We can see in this image that the depth buffers used for the shadow map are still bound and cleared each frame (RT2-5) and are apparently unused, but I may have missed something.
Sins of a Render Empire
So in the last three sections I gave an overview of the pipeline and how it changes in different configurations - essentially some features are disabled as LOD features based on distance. However, this isnt the only place to look when we are considering performance. So in this section we are going to cover a few oddities that need addressing if this game was going to be optimised.
4k Support
As I mentioned in the setup for this, I intended to run this on max setting at 4k resolution. This currently isn't possible with a high-end intel chip and NVidia 1080 - a little strange for a game from 2013.
The game runs roughly fine at 4k when we dont enable all the on-off options in the video menu. A quick investigation into this and it seemed that the shadows really take most the time. A problematic quirk of resolutions is that when we double the size we quadruple the number pixels (which also quadruples the amount of work). In this engine, the shadow buffers appear to be sized based on the full rendering resolution. So, going from 1440p to 4k doesnt just quadruple the cost of rendering the scene, it has to be rendered twice at that size, so it is a ~8x increase in rendering cost.
Additionally the trees are expensive at 4k. This is a relatively simple reason, at 4k we see more pixels on each tree. Each tree has high texture detail and for some reason a detailed normal map. So now we have also quadrupled the texture read cost, with little coherency because the trees are small and dense and the texture resolution is reasonably high.
Water is similarly effected, but not as much as the trees due to similarity in the pixel space helping cache coherency.
In the game there are a number of what appear to be generated textures, the size of these appears to be loosely based on the resolution that is being used. However, they do not stick to power of two texture sizes. So a texture that is 1029x1029 is actually a 2048x2048 texture under the hood on certain hardware, this doesnt effect the appearance of the texture but does have performance implications and is just a massive waste of memory.
This next complaint is just because I play this game a lot. At 4k the menus get really tiny and that's a pain.
DirectX 9.0c
This game is written with DirectX 9.0c. In 2013 when this came out, DirectX 10 and 11 had long been a standard and DirectX 12 was well on the way as well as AMD's early experiments with Mantle which led to Vulkan.
AMD and NVIDIA put a lot of work into optimising drivers for modern hardware. This focus is obviously for patterns and use-cases in common software. DirectX 9.0c misses a lot of features that could really make this type of game fly on even a basic laptop.
Overbinding and draw calls
Textures are bound each time they are used. Tiny objects are submitted to draw calls. There is either a massive lack of batching or it is not apparent in the capture.
This puts the game at the mercy of the PCI-bus and the drivers. Every time you ask the GPU to do something you risk a major state change stalling the next draw. So much of the textures being bound are identical (outside of the UI) and there is a lot of texture slots to bind, some textures are so low resolution they may as well be constant buffers and allow for some nice out of order operations to be able to be done.
Texture Space Wastage
The cubemap for the sea is a good example of this. Due to the angle of the camera only a limited section of the cubemap will be accessed, so half of the cube map is just blank. This is more likely a trade-off than an error as the DX9 cubemaps have some strange rules - but it isn't ideal in a modern game.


Keep the wording of each record exactly the same when you repeat it, and leave out pictures.

### DATA IN THIS EXERCISE:
────────────────────────────────────────
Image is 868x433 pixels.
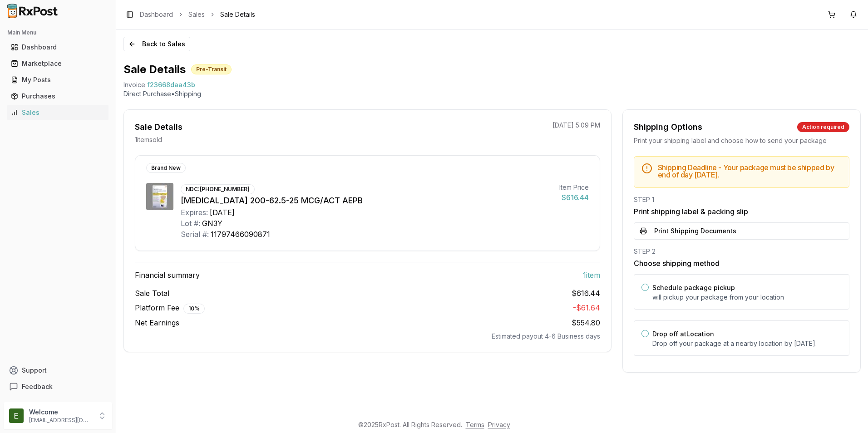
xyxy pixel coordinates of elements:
a: My Posts [7,72,108,88]
div: Action required [798,122,850,132]
button: Support [4,362,112,378]
div: Expires: [181,207,208,218]
button: Back to Sales [124,37,191,51]
h5: Shipping Deadline - Your package must be shipped by end of day [DATE] . [658,164,842,179]
div: Print your shipping label and choose how to send your package [634,136,850,146]
a: Sales [7,104,108,121]
span: 1 item [583,269,600,280]
div: NDC: [PHONE_NUMBER] [181,184,255,194]
span: Net Earnings [135,317,179,328]
span: - $61.64 [573,303,600,312]
div: Sales [11,108,105,117]
h1: Sale Details [124,62,186,77]
div: 11797466090871 [211,228,270,240]
div: Serial #: [181,228,209,240]
div: Estimated payout 4-6 Business days [135,332,600,341]
div: Purchases [11,91,105,101]
button: Dashboard [4,40,112,54]
label: Schedule package pickup [653,283,735,291]
span: Platform Fee [135,302,205,314]
button: Purchases [4,89,112,103]
div: Item Price [559,183,589,192]
a: Sales [189,10,205,19]
div: STEP 2 [634,247,850,256]
a: Purchases [7,88,108,104]
img: RxPost Logo [4,4,62,18]
h3: Choose shipping method [634,258,850,269]
div: Lot #: [181,218,200,228]
p: [DATE] 5:09 PM [553,121,600,130]
h2: Main Menu [7,29,108,37]
label: Drop off at Location [653,330,715,337]
span: Feedback [22,382,53,391]
button: Feedback [4,378,112,395]
span: Sale Total [135,287,170,299]
div: [MEDICAL_DATA] 200-62.5-25 MCG/ACT AEPB [181,194,552,207]
div: My Posts [11,75,105,84]
span: f23668daa43b [147,80,196,89]
span: $616.44 [572,287,600,299]
div: Shipping Options [634,121,703,134]
p: will pickup your package from your location [653,292,842,302]
div: Brand New [146,163,186,173]
a: Dashboard [140,10,173,19]
h3: Print shipping label & packing slip [634,206,850,217]
a: Dashboard [7,39,108,56]
p: Drop off your package at a nearby location by [DATE] . [653,339,842,348]
span: Financial summary [135,269,200,280]
nav: breadcrumb [140,10,255,19]
div: Marketplace [11,59,105,68]
div: STEP 1 [634,195,850,205]
p: 1 item sold [135,135,162,144]
div: [DATE] [210,207,235,218]
span: $554.80 [572,318,600,327]
button: My Posts [4,72,112,87]
div: Dashboard [11,43,105,52]
img: Trelegy Ellipta 200-62.5-25 MCG/ACT AEPB [146,183,174,210]
p: [EMAIL_ADDRESS][DOMAIN_NAME] [29,417,92,424]
p: Direct Purchase • Shipping [124,89,861,98]
img: User avatar [9,408,24,423]
span: Sale Details [220,10,255,19]
button: Sales [4,105,112,119]
div: Invoice [124,80,146,89]
button: Marketplace [4,56,112,71]
a: Privacy [488,420,511,428]
div: Pre-Transit [191,65,231,75]
div: Sale Details [135,121,183,134]
div: 10 % [184,304,205,314]
button: Print Shipping Documents [634,222,850,240]
div: GN3Y [202,218,222,228]
div: $616.44 [559,192,589,203]
a: Terms [466,420,485,428]
p: Welcome [29,408,92,417]
a: Marketplace [7,56,108,72]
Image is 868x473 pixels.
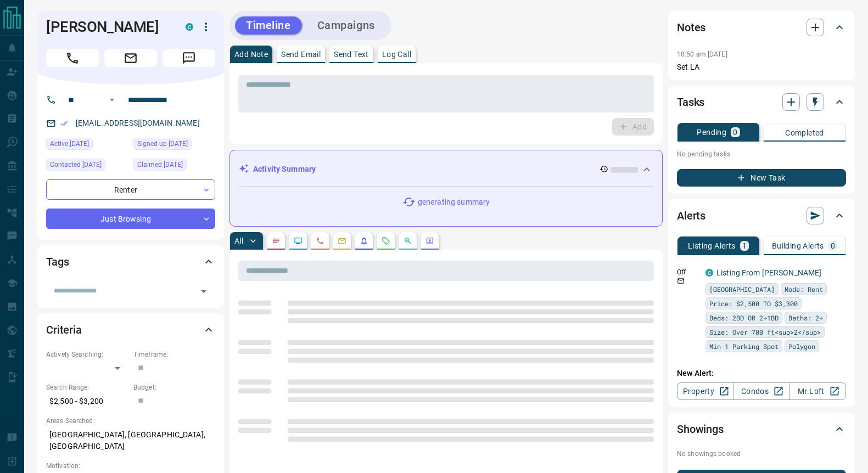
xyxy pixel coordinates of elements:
[46,349,128,359] p: Actively Searching:
[60,120,68,128] svg: Email Verified
[677,14,846,41] div: Notes
[743,242,747,250] p: 1
[710,298,797,309] span: Price: $2,500 TO $3,300
[234,237,243,245] p: All
[239,159,653,179] div: Activity Summary
[46,316,215,343] div: Criteria
[338,236,346,245] svg: Emails
[706,269,713,276] div: condos.ca
[677,89,846,115] div: Tasks
[316,236,324,245] svg: Calls
[785,283,823,294] span: Mode: Rent
[790,383,846,400] a: Mr.Loft
[788,312,823,323] span: Baths: 2+
[677,267,699,277] p: Off
[710,283,775,294] span: [GEOGRAPHIC_DATA]
[46,49,99,67] span: Call
[677,169,846,186] button: New Task
[133,383,215,392] p: Budget:
[46,321,81,338] h2: Criteria
[677,207,706,225] h2: Alerts
[425,236,434,245] svg: Agent Actions
[360,236,368,245] svg: Listing Alerts
[50,139,89,150] span: Active [DATE]
[677,93,704,111] h2: Tasks
[253,164,316,175] p: Activity Summary
[46,383,128,392] p: Search Range:
[382,236,390,245] svg: Requests
[46,18,169,36] h1: [PERSON_NAME]
[46,416,215,426] p: Areas Searched:
[46,159,128,174] div: Sun Aug 10 2025
[677,421,724,438] h2: Showings
[788,341,816,352] span: Polygon
[717,269,822,277] a: Listing From [PERSON_NAME]
[46,138,128,153] div: Thu Oct 02 2025
[50,159,102,170] span: Contacted [DATE]
[306,16,386,34] button: Campaigns
[137,159,183,170] span: Claimed [DATE]
[677,50,728,58] p: 10:50 am [DATE]
[677,19,706,36] h2: Notes
[104,49,157,67] span: Email
[677,203,846,229] div: Alerts
[281,50,320,58] p: Send Email
[46,461,215,471] p: Motivation:
[133,138,215,153] div: Sat Feb 01 2025
[334,50,369,58] p: Send Text
[235,16,302,34] button: Timeline
[677,277,685,285] svg: Email
[403,236,412,245] svg: Opportunities
[710,341,779,352] span: Min 1 Parking Spot
[733,128,737,136] p: 0
[677,62,846,73] p: Set LA
[196,283,212,299] button: Open
[46,253,69,271] h2: Tags
[710,312,779,323] span: Beds: 2BD OR 2+1BD
[106,93,118,107] button: Open
[272,236,280,245] svg: Notes
[677,368,846,379] p: New Alert:
[696,128,726,136] p: Pending
[133,159,215,174] div: Sat Feb 01 2025
[785,129,824,137] p: Completed
[46,426,215,456] p: [GEOGRAPHIC_DATA], [GEOGRAPHIC_DATA], [GEOGRAPHIC_DATA]
[710,327,821,338] span: Size: Over 700 ft<sup>2</sup>
[46,392,128,410] p: $2,500 - $3,200
[133,349,215,359] p: Timeframe:
[418,197,490,208] p: generating summary
[830,242,835,250] p: 0
[688,242,736,250] p: Listing Alerts
[186,23,193,31] div: condos.ca
[294,236,302,245] svg: Lead Browsing Activity
[46,249,215,275] div: Tags
[46,208,215,229] div: Just Browsing
[677,449,846,459] p: No showings booked
[677,146,846,162] p: No pending tasks
[137,139,188,150] span: Signed up [DATE]
[46,179,215,200] div: Renter
[772,242,824,250] p: Building Alerts
[162,49,215,67] span: Message
[733,383,790,400] a: Condos
[677,383,733,400] a: Property
[677,416,846,442] div: Showings
[382,50,411,58] p: Log Call
[76,118,200,128] a: [EMAIL_ADDRESS][DOMAIN_NAME]
[234,50,268,58] p: Add Note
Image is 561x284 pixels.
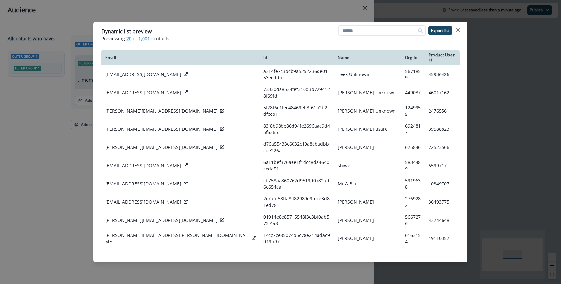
────────────────────────────────────────
### EXERCISE RESPONSE:
Image is 868x433 pixels.
xyxy pixel coordinates of elements:
a: My Posts [7,72,108,88]
div: Action required [798,122,850,132]
button: Support [4,362,112,378]
div: Expires: [181,207,208,218]
button: Back to Sales [124,37,191,51]
h5: Shipping Deadline - Your package must be shipped by end of day [DATE] . [658,164,842,179]
div: Print your shipping label and choose how to send your package [634,136,850,146]
a: Sales [7,104,108,121]
span: 1 item [583,269,600,280]
div: NDC: [PHONE_NUMBER] [181,184,255,194]
span: Net Earnings [135,317,179,328]
span: - $61.64 [573,303,600,312]
div: Sales [11,108,105,117]
h1: Sale Details [124,62,186,77]
div: 11797466090871 [211,228,270,240]
div: Serial #: [181,228,209,240]
div: Estimated payout 4-6 Business days [135,332,600,341]
div: Purchases [11,91,105,101]
button: Dashboard [4,40,112,54]
label: Schedule package pickup [653,283,735,291]
span: Platform Fee [135,302,205,314]
button: Purchases [4,89,112,103]
div: Item Price [559,183,589,192]
a: Sales [189,10,205,19]
div: STEP 2 [634,247,850,256]
a: Purchases [7,88,108,104]
img: RxPost Logo [4,4,62,18]
h3: Choose shipping method [634,258,850,269]
div: Lot #: [181,218,200,228]
p: [DATE] 5:09 PM [553,121,600,130]
h2: Main Menu [7,29,108,37]
label: Drop off at Location [653,330,715,337]
span: Feedback [22,382,53,391]
button: Feedback [4,378,112,395]
span: Sale Total [135,287,170,299]
div: [MEDICAL_DATA] 200-62.5-25 MCG/ACT AEPB [181,194,552,207]
div: My Posts [11,75,105,84]
span: f23668daa43b [147,80,196,89]
span: $616.44 [572,287,600,299]
div: Shipping Options [634,121,703,134]
p: will pickup your package from your location [653,292,842,302]
div: Brand New [146,163,186,173]
a: Dashboard [140,10,173,19]
h3: Print shipping label & packing slip [634,206,850,217]
a: Dashboard [7,39,108,56]
p: Drop off your package at a nearby location by [DATE] . [653,339,842,348]
span: Financial summary [135,269,200,280]
nav: breadcrumb [140,10,255,19]
div: Marketplace [11,59,105,68]
div: STEP 1 [634,195,850,205]
p: 1 item sold [135,135,162,144]
div: [DATE] [210,207,235,218]
span: $554.80 [572,318,600,327]
button: My Posts [4,72,112,87]
div: Dashboard [11,43,105,52]
img: Trelegy Ellipta 200-62.5-25 MCG/ACT AEPB [146,183,174,210]
p: [EMAIL_ADDRESS][DOMAIN_NAME] [29,417,92,424]
p: Direct Purchase • Shipping [124,89,861,98]
img: User avatar [9,408,24,423]
span: Sale Details [220,10,255,19]
button: Sales [4,105,112,119]
div: Invoice [124,80,146,89]
button: Marketplace [4,56,112,71]
a: Privacy [488,420,511,428]
div: Pre-Transit [191,65,231,75]
div: Sale Details [135,121,183,134]
div: 10 % [184,304,205,314]
button: Print Shipping Documents [634,222,850,240]
div: GN3Y [202,218,222,228]
div: $616.44 [559,192,589,203]
a: Terms [466,420,485,428]
p: Welcome [29,408,92,417]
a: Marketplace [7,56,108,72]
Image is 868x473 pixels.
xyxy pixel coordinates of elements:
[46,349,128,359] p: Actively Searching:
[60,120,68,128] svg: Email Verified
[677,14,846,41] div: Notes
[743,242,747,250] p: 1
[710,298,797,309] span: Price: $2,500 TO $3,300
[234,237,243,245] p: All
[239,159,653,179] div: Activity Summary
[46,316,215,343] div: Criteria
[338,236,346,245] svg: Emails
[706,269,713,276] div: condos.ca
[677,89,846,115] div: Tasks
[316,236,324,245] svg: Calls
[785,283,823,294] span: Mode: Rent
[790,383,846,400] a: Mr.Loft
[788,312,823,323] span: Baths: 2+
[677,267,699,277] p: Off
[710,283,775,294] span: [GEOGRAPHIC_DATA]
[46,49,99,67] span: Call
[677,169,846,186] button: New Task
[133,383,215,392] p: Budget:
[46,321,81,338] h2: Criteria
[677,207,706,225] h2: Alerts
[425,236,434,245] svg: Agent Actions
[360,236,368,245] svg: Listing Alerts
[50,139,89,150] span: Active [DATE]
[677,93,704,111] h2: Tasks
[253,164,316,175] p: Activity Summary
[46,383,128,392] p: Search Range:
[382,236,390,245] svg: Requests
[46,18,169,36] h1: [PERSON_NAME]
[46,416,215,426] p: Areas Searched:
[46,159,128,174] div: Sun Aug 10 2025
[677,421,724,438] h2: Showings
[788,341,816,352] span: Polygon
[717,269,822,277] a: Listing From [PERSON_NAME]
[46,138,128,153] div: Thu Oct 02 2025
[50,159,102,170] span: Contacted [DATE]
[306,16,386,34] button: Campaigns
[137,159,183,170] span: Claimed [DATE]
[677,50,728,58] p: 10:50 am [DATE]
[677,19,706,36] h2: Notes
[104,49,157,67] span: Email
[677,203,846,229] div: Alerts
[281,50,320,58] p: Send Email
[46,461,215,471] p: Motivation:
[133,138,215,153] div: Sat Feb 01 2025
[334,50,369,58] p: Send Text
[235,16,302,34] button: Timeline
[677,277,685,285] svg: Email
[403,236,412,245] svg: Opportunities
[710,341,779,352] span: Min 1 Parking Spot
[733,128,737,136] p: 0
[677,62,846,73] p: Set LA
[196,283,212,299] button: Open
[46,253,69,271] h2: Tags
[710,312,779,323] span: Beds: 2BD OR 2+1BD
[106,93,118,107] button: Open
[272,236,280,245] svg: Notes
[677,368,846,379] p: New Alert:
[696,128,726,136] p: Pending
[133,159,215,174] div: Sat Feb 01 2025
[785,129,824,137] p: Completed
[46,426,215,456] p: [GEOGRAPHIC_DATA], [GEOGRAPHIC_DATA], [GEOGRAPHIC_DATA]
[710,327,821,338] span: Size: Over 700 ft<sup>2</sup>
[46,392,128,410] p: $2,500 - $3,200
[133,349,215,359] p: Timeframe:
[418,197,490,208] p: generating summary
[830,242,835,250] p: 0
[688,242,736,250] p: Listing Alerts
[186,23,193,31] div: condos.ca
[294,236,302,245] svg: Lead Browsing Activity
[46,249,215,275] div: Tags
[46,208,215,229] div: Just Browsing
[677,449,846,459] p: No showings booked
[677,146,846,162] p: No pending tasks
[137,139,188,150] span: Signed up [DATE]
[46,179,215,200] div: Renter
[772,242,824,250] p: Building Alerts
[162,49,215,67] span: Message
[733,383,790,400] a: Condos
[677,383,733,400] a: Property
[677,416,846,442] div: Showings
[382,50,411,58] p: Log Call
[76,118,200,128] a: [EMAIL_ADDRESS][DOMAIN_NAME]
[234,50,268,58] p: Add Note
Image is 561x284 pixels.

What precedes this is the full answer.